MIT IAP 2023 Modern Zero Knowledge Cryptography课程笔记
Lecture 3: Mathematical Building Blocks (Yufei Zhao)
- Example: I (Prover) want to convince you (Verifier) that I can distinguish two colors that you see as identical
- A Similar Example: How to prove two colors are different to a blind verifier
- What is a proof?
- A proof is something that could convince someone else
- Properties: completeness, soundness, zero-knowledge
- What is the prover and the verifier (based on blockchain)
- Prover: run on the regular computer (much more powerful than the verifier)
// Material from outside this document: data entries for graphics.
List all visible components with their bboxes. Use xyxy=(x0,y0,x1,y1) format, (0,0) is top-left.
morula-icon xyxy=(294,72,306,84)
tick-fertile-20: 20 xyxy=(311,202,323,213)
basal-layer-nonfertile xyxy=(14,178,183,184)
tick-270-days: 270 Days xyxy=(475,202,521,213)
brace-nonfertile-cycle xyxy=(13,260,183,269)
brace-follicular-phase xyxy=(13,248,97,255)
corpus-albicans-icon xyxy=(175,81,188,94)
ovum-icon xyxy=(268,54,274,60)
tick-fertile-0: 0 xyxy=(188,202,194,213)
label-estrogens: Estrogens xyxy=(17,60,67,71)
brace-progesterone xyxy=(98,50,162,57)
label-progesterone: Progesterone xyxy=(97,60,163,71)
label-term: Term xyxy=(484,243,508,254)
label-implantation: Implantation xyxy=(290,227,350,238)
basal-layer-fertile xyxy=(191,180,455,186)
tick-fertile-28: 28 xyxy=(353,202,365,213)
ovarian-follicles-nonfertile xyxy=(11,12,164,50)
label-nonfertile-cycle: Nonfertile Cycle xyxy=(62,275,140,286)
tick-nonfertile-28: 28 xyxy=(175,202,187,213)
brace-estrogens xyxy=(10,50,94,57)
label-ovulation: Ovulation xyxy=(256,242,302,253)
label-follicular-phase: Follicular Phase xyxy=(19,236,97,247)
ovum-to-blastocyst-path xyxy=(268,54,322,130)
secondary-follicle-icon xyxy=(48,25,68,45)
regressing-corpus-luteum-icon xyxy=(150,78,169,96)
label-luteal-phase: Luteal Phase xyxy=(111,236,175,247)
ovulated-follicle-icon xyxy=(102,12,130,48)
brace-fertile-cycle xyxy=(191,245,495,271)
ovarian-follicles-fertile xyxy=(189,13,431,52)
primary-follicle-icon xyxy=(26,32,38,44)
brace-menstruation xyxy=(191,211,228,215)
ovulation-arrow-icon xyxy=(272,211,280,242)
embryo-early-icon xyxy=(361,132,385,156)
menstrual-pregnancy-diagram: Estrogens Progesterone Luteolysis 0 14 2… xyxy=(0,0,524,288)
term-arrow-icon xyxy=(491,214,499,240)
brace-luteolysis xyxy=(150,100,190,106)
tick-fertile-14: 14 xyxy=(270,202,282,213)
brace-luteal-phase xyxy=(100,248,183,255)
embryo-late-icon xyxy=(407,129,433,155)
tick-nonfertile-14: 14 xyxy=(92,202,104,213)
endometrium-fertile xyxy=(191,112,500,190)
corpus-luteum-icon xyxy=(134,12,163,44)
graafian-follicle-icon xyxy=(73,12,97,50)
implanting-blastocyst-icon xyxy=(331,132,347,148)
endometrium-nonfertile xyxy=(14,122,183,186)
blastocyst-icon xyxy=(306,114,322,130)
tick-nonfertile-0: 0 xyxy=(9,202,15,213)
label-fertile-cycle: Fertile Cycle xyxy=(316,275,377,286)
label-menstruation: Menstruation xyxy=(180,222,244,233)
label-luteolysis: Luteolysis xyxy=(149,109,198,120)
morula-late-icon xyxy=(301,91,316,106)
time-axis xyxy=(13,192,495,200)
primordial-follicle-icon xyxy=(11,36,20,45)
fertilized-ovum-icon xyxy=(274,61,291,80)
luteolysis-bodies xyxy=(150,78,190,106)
- Verifier: run on the smart contract
- A Similar Example: How to prove two colors are different to a blind verifier
- Example: Hamilton cycle [Blum ‘87]
- Hamilton cycle: a cycle can go through every vertex of the graph exactly once and return to the start
- Everybody knows a graph
- P knows a Hamilton cycle in the graph without revealing any additional information
- Protocol
- ZKP Properties
- Completeness: If everyone behaves then protocol accepts
- Soundness: If there is no Ham cycle, then no matter what P does, V rejects with the probability of $\geq \frac{1}{2}$
- There is a stronger requirement called knowledge soundness which says that even if the graph has a Ham Cycle , the prover doesn’t know it, the protocol will still fail. The precise definition involves an extractor with rewinding abilities.
- Zero-knowledge: If V accepts then it learns no addl into from the interaction because V could have simulated the entire dialog by itself.